The Last of Us Part II Remastered has a lot of behind-the-scenes content in its special features. It’s cool to get a glimpse into what could have been, such as the playable cut segments in the Lost Levels. However, on the other end of the spectrum, we also learn about how easily the game could have been a much worse, far less poignant version of itself if a previous draft of the narrative ended up being the story we got. While dueling protagonists Ellie and Abby’s revenge tour has made The Last of Us Part II a divisive game for its takes on the cyclical nature of violence, it turns out earlier drafts had a lot more senseless violence that would have fundamentally changed the story’s overarching themes.
For those who need a refresher or just never plan to play The Last of Us Part II, the sequel follows Ellie and Abby, two grieving daughters driven to hunt down their respective fathers’ killers. For Abby, it’s the original game’s protagonist Joel, who murdered her father in the first game’s final sequence. For Ellie, it’s Abby and her friends who hunted Joel down in his home in Jackson, Wyoming. The story that unfolds is a harrowing one, as both Ellie and Abby devolve into the most violent versions of themselves in a righteous fury.
Despite the retribution that puts them both on the same path, they’re not parallel to one another in the grieving process. By the time the game properly kicks off, Ellie is hell-bent on revenge, while Abby, having already found it, is trying to pick up the pieces. She’s trying to “lighten the load” by helping Lev and Yara, two fugitives running away from a Seattle cult. Lev, specifically, is the heart of Abby’s story, as he exists as a constant reminder that the revenge-driven cycle Ellie and Abby are caught up in is not an inevitability, and he even pulls Abby out of this as she nearly succumbs to it once more by killing Ellie’s girlfriend Dina in one of the climactic fights of the game’s lengthy, central Seattle section..
However, as revealed by The Last of Us Part II Remastered’s commentary, all of that could have played out quite differently. Lev was originally going to die alongside his sister Yara during Abby’s third day in Seattle. While making Lev a casualty of Ellie and Abby’s conquests would have been extremely egregious, given he’s one of the only unambiguous moral centers of The Last of Us Part II, he’s not the only character who nearly died in a previous iteration of the story.
The Last of Us Part II’s ending was originally pretty different
The commentary with Narrative Lead Halley Gross and Director Neil Druckmann during Ellie and Abby’s final fight in Santa Barbara confirms there was a draft in which Ellie drowned Joel’s killer on California shores. This had already been stated in other behind-the-scenes material (there’s even concept art of Ellie killing Abby in the game’s official art book), but the more interesting reveal in this scene’s commentary is that in that draft, Ellie would have faced another foe at the end of the game that would have drastically changed the tone of the finale.

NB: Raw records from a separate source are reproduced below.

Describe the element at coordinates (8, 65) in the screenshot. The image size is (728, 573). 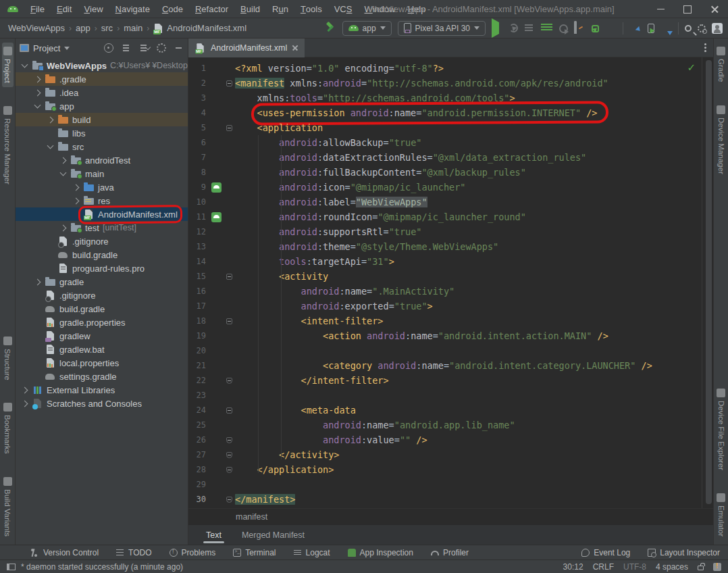
I see `stripe-item-project: Project` at that location.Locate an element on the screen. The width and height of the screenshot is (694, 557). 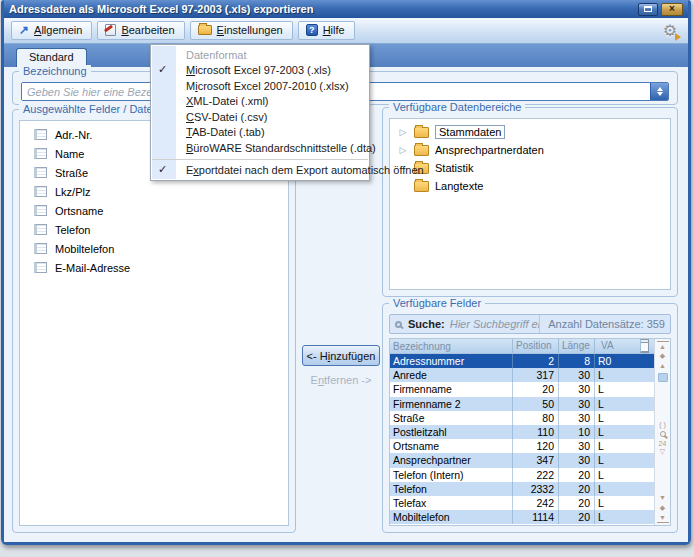
menu-item-label: Exportdatei nach dem Export automatisch … is located at coordinates (305, 170).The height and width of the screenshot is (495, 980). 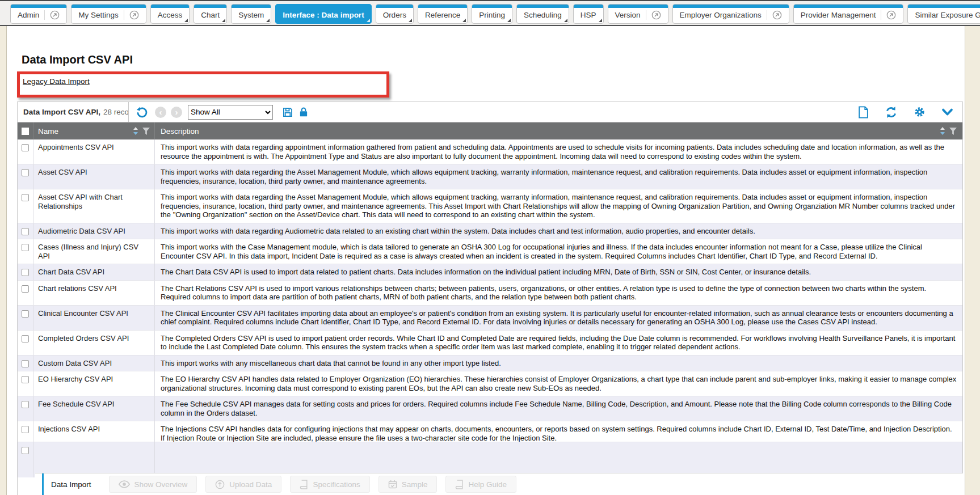 I want to click on table-row: EO Hierarchy CSV API The EO Hierarchy CS…, so click(x=490, y=384).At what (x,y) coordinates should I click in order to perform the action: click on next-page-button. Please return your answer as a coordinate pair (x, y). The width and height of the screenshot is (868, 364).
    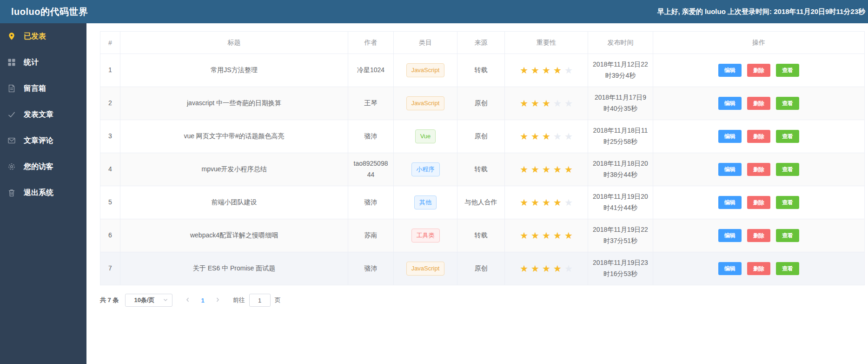
    Looking at the image, I should click on (218, 301).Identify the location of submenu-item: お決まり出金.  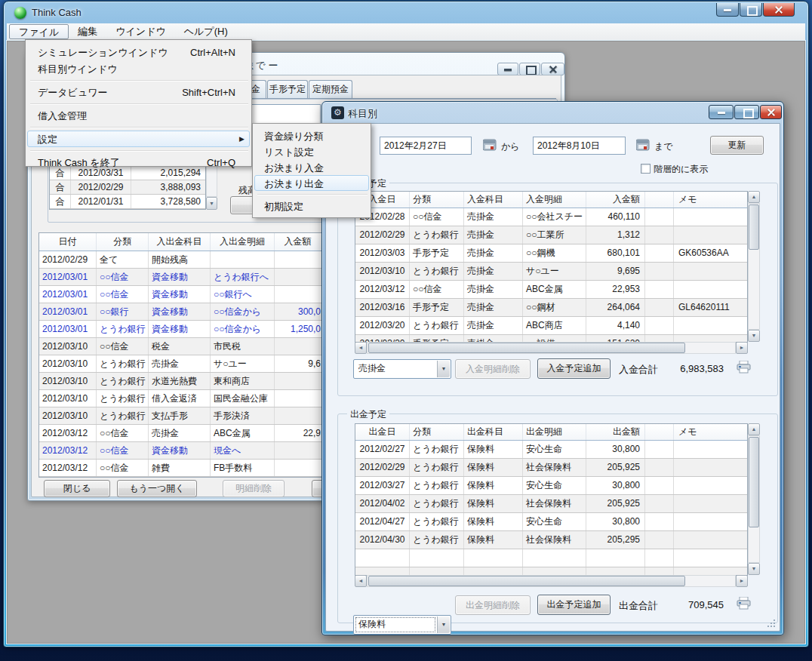
(312, 183).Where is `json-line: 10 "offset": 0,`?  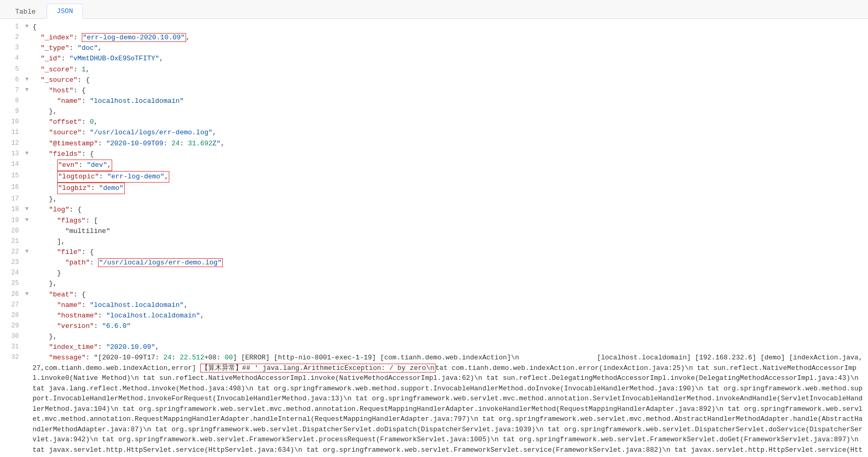
json-line: 10 "offset": 0, is located at coordinates (434, 122).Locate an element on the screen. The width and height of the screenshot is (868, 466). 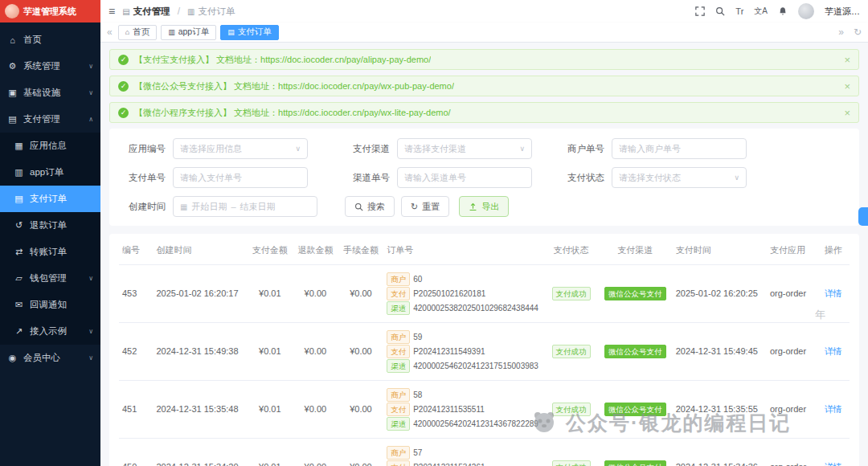
home-icon: ⌂ is located at coordinates (13, 40).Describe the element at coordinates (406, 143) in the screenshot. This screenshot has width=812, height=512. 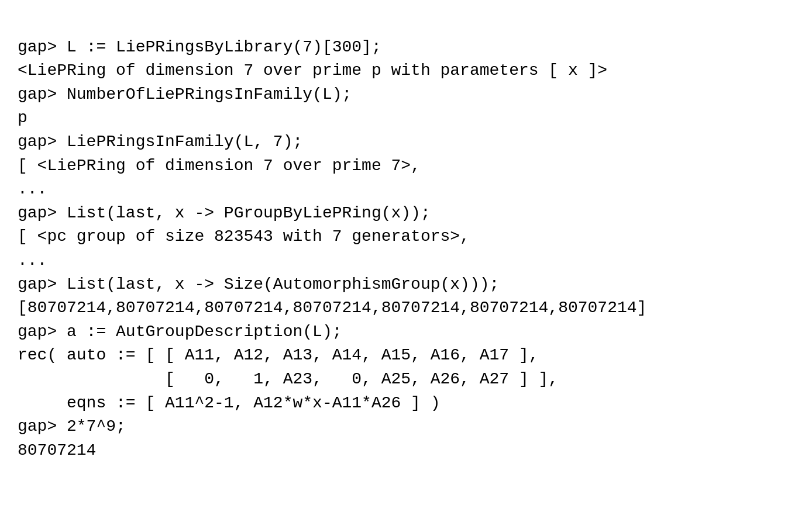
I see `terminal-line: gap> LiePRingsInFamily(L, 7);` at that location.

In the final game, Ellie loses two of her fingers in the scrap with Abby, but in a previous draft, she would have lost them in a fight with a character we never met. Druckmann says someone would have been waiting for her as she returns home to her Jackson farm in the final scene. This person would have sought her out in retribution for the events of Seattle. Gross says this wasn’t a person who had any relationship with Abby or her friends that Ellie hunted down in the city, but would have been a parent of an NPC the player killed in a combat encounter. This would have been done in order to illustrate the cyclical nature of the revenge story The Last of Us Part II tells, but with a far bleaker conclusion.
Part of what makes playing through The Last of Us Part II’s revenge-driven violence story more than just enduring morally dubious survivors go out of their way to enact brutality on one another are those moments when someone shows restraint or hesitation, or severs themself from the cycle. Lev’s survival to the end of The Last of Us Part II makes way for the scene in which he stops Abby from killing Dina, which lets her remove herself from the cycle and find a new life. Dina’s survival and desire to not give into Ellie’s revenge-driven tendencies illustrate that her girlfriend is too consumed by her vendetta while also, once again, illustrating that it is not a universal constant. All of this makes way for Ellie to make the decision for herself to let Abby go in the end and try and repair what’s left of her life, just as Abby did.
The Last of Us Part II is rightfully divisive, but four years later, I’ve always found arguments that the game is nothing but senseless violence to be reductive, as violence is a language spoken in the story to demonstrate grief, anger, and love. Restraint speaks just as loudly as a bullet being fired, and while it takes a lot of violence to get there, The Last of Us Part II ends on a note that suggests this carnage brought nobody peace, but forgiveness can. And damn, it is wild to hear that there was a version of this story that fell so hard into a nihilistic version of events, and it all would have started with the loss of Lev. Shoutout to whoever it was that intervened and made The Last of Us Part II a better story, because that shit would have left me far more empty.